Mujirushi Ginza item would be expensive even for non-instant curry.

The secret to Mujirushi’s success is cost performance. The home furnishings/fashion/foodstuff chain isn’t the absolute cheapest place to do your shopping, nor is it the most luxurious, but across an amazingly wide variety of products, pretty much everything Mujirushi sells represents good quality at a good price.

For example, Mujirushi (also known as Muji) sells a whole bunch of different instant curry mixes, most of which are priced at 390 or 490 yen (US$2.60/$3.25). That’s one or two hundred yen more than most of the cheaper brands you’ll find at the supermarket, but the Mujirushi curries make up for it by being extra tasty.

But then there’s Mujirushi’s Grilled Beef Cheek Curry with Demi-Glace Sauce, which costs a whopping 1,000 yen!

The Grilled Beef Cheek Curry with Demi-Glace Sauce is sold exclusively at Mujirushi’s recently renovated flagship store in Tokyo’s Ginza district, which even has a special display for it in the curry corner of its food section.

Curious to see if this high-price curry sold in a high-rent neighborhood was worth the extra outlay, we picked up a pack for taste-testing. Mujirushi’s instant curries are boil-in-the-bag style, and once ours was ready we tore open the pouch and poured the contents onto a plate of white rice we’d dished up from our rice cooker.

Right off the bat, we were happy to see visible pieces of meat. Oftentimes with instant curry, you only get a few tiny morsels that are more like the suggestion of meat than actual meat itself, but here we had some honest-to-goodness strips of beef cheek.

More importantly, Mujirushi’s premium curry tastes great. The meat is very tender, with an almost gelatin-like texture that melts in your mouth. The roux has a deep richness, and there’s a noticeable sweetness to the onion that’s brought out as it stews in the curry.
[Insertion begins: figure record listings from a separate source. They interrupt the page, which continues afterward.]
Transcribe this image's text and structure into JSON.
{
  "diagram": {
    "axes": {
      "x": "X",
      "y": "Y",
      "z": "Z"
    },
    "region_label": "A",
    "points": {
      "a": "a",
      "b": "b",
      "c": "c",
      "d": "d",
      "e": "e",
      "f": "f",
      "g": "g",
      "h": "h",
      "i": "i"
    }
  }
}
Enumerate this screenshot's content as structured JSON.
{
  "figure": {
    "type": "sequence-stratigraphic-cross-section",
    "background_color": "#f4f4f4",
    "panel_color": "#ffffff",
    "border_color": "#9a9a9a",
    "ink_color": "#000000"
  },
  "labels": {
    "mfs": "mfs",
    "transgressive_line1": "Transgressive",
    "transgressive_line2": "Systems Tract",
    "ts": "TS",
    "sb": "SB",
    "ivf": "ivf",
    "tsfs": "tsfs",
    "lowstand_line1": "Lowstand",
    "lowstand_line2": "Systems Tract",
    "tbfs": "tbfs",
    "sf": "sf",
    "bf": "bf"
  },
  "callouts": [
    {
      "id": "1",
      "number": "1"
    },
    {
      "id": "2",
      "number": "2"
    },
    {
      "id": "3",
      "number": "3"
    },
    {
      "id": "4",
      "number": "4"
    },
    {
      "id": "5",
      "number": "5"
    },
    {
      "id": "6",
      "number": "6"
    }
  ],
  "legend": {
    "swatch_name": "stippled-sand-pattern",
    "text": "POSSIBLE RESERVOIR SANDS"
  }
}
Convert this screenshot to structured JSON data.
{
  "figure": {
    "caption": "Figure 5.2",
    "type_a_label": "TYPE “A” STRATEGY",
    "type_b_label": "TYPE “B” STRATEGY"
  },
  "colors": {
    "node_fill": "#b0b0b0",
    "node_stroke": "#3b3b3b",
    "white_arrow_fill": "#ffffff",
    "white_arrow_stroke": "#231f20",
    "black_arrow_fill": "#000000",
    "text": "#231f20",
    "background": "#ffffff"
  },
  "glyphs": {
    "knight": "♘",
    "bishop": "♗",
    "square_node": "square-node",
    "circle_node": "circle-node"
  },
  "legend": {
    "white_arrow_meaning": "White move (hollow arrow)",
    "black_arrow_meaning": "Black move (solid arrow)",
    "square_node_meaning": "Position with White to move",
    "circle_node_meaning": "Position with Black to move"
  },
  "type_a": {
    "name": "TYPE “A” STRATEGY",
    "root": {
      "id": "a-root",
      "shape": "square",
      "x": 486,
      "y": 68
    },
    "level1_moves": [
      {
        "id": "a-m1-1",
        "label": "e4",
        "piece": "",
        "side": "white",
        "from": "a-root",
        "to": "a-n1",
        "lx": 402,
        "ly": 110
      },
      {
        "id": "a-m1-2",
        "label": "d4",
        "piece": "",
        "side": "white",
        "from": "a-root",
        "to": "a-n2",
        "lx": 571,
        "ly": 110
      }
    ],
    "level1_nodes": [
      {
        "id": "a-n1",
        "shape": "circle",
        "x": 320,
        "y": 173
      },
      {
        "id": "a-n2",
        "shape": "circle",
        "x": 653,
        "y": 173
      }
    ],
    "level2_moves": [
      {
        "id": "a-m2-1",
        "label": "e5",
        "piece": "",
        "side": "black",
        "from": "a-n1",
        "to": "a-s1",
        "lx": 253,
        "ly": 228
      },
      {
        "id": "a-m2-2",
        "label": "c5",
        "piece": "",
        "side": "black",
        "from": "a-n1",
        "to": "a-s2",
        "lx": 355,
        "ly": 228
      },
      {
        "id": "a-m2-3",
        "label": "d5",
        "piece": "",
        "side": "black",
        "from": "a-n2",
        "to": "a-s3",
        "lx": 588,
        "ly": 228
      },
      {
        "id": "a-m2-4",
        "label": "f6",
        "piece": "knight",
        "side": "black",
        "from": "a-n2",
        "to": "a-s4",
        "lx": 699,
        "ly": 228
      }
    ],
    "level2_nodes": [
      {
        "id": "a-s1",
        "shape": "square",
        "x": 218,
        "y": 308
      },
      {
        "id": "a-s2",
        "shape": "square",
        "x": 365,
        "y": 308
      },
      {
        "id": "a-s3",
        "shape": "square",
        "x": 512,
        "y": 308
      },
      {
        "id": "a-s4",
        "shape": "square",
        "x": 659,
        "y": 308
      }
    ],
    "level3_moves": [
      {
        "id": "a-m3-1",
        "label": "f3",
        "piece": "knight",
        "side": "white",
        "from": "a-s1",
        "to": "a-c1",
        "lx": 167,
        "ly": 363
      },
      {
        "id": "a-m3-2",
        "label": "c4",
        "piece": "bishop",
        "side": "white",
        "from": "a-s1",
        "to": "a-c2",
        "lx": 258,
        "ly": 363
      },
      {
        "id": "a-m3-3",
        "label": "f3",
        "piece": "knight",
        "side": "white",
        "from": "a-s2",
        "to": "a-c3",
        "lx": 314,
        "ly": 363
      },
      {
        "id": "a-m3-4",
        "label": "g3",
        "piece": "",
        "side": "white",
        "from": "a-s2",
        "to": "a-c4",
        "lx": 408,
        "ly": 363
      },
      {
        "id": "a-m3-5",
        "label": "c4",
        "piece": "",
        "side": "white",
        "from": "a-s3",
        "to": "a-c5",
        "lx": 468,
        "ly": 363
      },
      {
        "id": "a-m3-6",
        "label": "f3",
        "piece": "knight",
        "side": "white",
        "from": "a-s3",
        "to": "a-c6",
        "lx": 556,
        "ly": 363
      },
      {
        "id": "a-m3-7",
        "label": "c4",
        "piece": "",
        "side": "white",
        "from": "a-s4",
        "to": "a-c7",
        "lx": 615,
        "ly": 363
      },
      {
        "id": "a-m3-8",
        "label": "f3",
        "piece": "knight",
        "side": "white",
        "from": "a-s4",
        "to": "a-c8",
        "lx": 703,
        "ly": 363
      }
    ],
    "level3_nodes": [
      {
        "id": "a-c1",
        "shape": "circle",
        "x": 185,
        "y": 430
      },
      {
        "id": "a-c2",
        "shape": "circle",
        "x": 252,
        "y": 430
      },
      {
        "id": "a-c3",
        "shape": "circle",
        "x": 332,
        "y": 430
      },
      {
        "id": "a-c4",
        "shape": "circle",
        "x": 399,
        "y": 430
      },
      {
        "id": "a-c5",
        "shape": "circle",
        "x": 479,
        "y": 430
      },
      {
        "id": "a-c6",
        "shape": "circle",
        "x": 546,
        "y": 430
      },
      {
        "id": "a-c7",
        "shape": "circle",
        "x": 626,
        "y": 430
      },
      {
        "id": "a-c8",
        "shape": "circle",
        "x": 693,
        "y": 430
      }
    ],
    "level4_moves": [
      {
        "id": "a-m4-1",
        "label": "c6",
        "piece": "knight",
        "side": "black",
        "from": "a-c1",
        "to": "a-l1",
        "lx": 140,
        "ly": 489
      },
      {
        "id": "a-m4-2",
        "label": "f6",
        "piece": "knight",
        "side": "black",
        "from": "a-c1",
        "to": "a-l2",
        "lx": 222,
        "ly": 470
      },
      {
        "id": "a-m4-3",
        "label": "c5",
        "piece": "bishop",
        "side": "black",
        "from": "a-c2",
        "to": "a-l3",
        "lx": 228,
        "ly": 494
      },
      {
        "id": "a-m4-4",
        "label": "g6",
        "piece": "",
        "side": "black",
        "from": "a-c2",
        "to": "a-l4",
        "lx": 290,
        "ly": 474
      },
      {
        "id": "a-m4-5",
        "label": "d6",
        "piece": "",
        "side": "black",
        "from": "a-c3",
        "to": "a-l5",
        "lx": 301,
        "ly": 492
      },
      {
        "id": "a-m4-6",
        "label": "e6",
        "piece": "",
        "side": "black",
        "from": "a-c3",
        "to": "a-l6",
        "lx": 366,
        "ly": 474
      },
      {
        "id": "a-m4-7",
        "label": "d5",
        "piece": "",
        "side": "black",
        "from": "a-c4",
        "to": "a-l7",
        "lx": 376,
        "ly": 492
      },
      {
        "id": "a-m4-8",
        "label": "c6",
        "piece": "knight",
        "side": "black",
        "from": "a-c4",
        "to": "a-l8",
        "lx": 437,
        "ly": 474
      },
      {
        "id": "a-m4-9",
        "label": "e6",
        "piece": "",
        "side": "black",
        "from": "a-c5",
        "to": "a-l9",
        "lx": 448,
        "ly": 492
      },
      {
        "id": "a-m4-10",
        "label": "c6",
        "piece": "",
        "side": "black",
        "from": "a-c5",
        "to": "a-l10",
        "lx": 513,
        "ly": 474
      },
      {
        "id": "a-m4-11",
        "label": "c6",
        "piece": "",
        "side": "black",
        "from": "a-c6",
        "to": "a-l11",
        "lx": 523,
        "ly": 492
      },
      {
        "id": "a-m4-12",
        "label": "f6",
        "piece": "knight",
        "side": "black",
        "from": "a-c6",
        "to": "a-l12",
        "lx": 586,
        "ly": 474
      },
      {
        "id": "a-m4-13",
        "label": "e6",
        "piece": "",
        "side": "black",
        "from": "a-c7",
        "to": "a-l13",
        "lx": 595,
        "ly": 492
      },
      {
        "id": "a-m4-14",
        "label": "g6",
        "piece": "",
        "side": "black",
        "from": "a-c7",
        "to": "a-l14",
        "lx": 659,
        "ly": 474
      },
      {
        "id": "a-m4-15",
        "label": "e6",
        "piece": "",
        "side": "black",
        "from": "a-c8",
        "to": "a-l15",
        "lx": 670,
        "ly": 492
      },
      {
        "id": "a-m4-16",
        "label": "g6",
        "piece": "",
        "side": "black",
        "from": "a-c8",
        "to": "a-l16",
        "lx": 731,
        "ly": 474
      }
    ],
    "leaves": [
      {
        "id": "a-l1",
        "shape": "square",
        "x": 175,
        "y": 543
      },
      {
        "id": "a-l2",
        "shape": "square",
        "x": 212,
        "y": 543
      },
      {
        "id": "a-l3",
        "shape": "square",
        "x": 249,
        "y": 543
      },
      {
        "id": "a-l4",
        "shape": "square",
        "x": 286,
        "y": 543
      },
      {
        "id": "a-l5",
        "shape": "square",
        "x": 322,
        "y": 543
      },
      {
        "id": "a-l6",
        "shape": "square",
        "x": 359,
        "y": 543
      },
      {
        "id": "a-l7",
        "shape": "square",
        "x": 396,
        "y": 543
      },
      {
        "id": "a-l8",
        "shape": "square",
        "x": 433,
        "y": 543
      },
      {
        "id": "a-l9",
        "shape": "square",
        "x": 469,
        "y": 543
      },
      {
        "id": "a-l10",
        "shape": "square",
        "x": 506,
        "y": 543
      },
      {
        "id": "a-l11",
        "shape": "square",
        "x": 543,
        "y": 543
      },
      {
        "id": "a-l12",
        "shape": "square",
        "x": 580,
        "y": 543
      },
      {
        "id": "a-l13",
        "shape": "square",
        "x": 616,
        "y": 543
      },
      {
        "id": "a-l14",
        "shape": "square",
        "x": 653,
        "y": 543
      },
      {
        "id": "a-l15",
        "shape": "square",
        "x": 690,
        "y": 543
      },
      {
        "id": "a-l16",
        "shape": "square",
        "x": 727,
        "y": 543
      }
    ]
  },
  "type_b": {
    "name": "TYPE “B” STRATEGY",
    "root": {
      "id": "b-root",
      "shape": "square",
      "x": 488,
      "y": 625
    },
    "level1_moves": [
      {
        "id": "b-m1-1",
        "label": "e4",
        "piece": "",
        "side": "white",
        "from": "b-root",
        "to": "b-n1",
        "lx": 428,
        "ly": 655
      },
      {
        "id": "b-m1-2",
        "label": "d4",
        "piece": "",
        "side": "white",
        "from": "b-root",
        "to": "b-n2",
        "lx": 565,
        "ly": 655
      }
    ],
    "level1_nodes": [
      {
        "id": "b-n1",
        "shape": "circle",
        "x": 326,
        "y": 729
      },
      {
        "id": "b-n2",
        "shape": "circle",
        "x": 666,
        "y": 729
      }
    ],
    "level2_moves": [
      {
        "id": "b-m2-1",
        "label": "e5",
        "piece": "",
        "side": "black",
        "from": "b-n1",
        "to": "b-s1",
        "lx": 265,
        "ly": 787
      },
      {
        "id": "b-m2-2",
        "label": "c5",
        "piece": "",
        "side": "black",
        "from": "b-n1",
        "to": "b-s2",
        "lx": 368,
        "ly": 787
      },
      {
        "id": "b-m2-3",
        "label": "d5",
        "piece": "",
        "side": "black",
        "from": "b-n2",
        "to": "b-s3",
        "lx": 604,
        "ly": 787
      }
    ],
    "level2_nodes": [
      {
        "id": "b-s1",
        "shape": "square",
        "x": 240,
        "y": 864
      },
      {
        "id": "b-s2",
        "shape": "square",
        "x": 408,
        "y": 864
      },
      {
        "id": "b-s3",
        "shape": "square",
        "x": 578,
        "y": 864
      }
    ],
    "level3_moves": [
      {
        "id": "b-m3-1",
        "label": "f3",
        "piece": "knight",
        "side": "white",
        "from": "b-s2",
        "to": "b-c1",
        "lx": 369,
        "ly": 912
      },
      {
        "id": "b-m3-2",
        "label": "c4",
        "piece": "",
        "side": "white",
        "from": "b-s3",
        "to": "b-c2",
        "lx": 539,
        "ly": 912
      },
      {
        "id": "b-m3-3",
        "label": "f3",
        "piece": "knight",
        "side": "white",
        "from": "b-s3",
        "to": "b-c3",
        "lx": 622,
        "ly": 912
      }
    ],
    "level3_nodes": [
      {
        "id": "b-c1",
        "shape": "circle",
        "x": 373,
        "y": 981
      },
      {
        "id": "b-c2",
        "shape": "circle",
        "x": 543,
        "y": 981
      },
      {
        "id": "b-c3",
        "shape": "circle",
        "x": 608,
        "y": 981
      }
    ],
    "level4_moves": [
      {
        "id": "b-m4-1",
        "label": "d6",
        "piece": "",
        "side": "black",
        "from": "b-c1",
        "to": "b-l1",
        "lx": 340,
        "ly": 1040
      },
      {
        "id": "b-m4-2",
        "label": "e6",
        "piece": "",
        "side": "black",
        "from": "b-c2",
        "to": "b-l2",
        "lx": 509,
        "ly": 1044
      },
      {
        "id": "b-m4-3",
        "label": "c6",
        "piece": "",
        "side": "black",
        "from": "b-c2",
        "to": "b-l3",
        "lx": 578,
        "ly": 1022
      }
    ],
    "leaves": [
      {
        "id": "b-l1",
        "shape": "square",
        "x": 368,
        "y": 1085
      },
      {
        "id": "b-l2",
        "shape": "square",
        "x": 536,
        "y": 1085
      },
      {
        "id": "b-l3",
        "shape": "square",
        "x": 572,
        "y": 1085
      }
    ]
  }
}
OK, so it’s good, but is it 1,000-yen good? That’s a trickier question to answer. Like we mentioned above, Mujirushi has all sorts of curries for half that price or less. If you’re in the mood for the rich-tasting, Western-cuisine touch that the demi-glace and beef cheek impart, you won’t be disappointed, but depending on what exactly you’re craving, you might be just as pleased with one of Muji’s cheaper curries, especially since you could buy two packs of that alternative for the price of one Grilled Beef Cheek Curry with Demi-Glace Sauce.

The other thing to consider is that, if you’re in Japan and in at least a moderate-sized town, odds are you can find a restaurant serving plates of curry for 1,000 yen that include the rice (which the Grilled Beef Cheek Curry with Demi-Glace Sauce pack does not), and the restaurant will handle the cooking and cleanup for you too.

So on the one hand, we could say that the Grilled Beef Cheek Curry with Demi-Glace Sauce is worth the cost in that it’s a very tasty curry that you can make with minimal cooking skills. On the other hand, the overall-high level of curry quality in Japan means there’s a lot of very stiff competition, and even if you like the Grilled Beef Cheek Curry with Demi-Glace Sauce, you might not like it two or three times as much as less-expensive instant curries, or as much as a plate of curry rice from a restaurant.

Maybe the best way to sum it up is that the Grilled Beef Cheek Curry with Demi-Glace Sauce feels like it’s worth its price the first time you eat it, but whether or not that holds for repeat eatings is going to depend on individual tastes.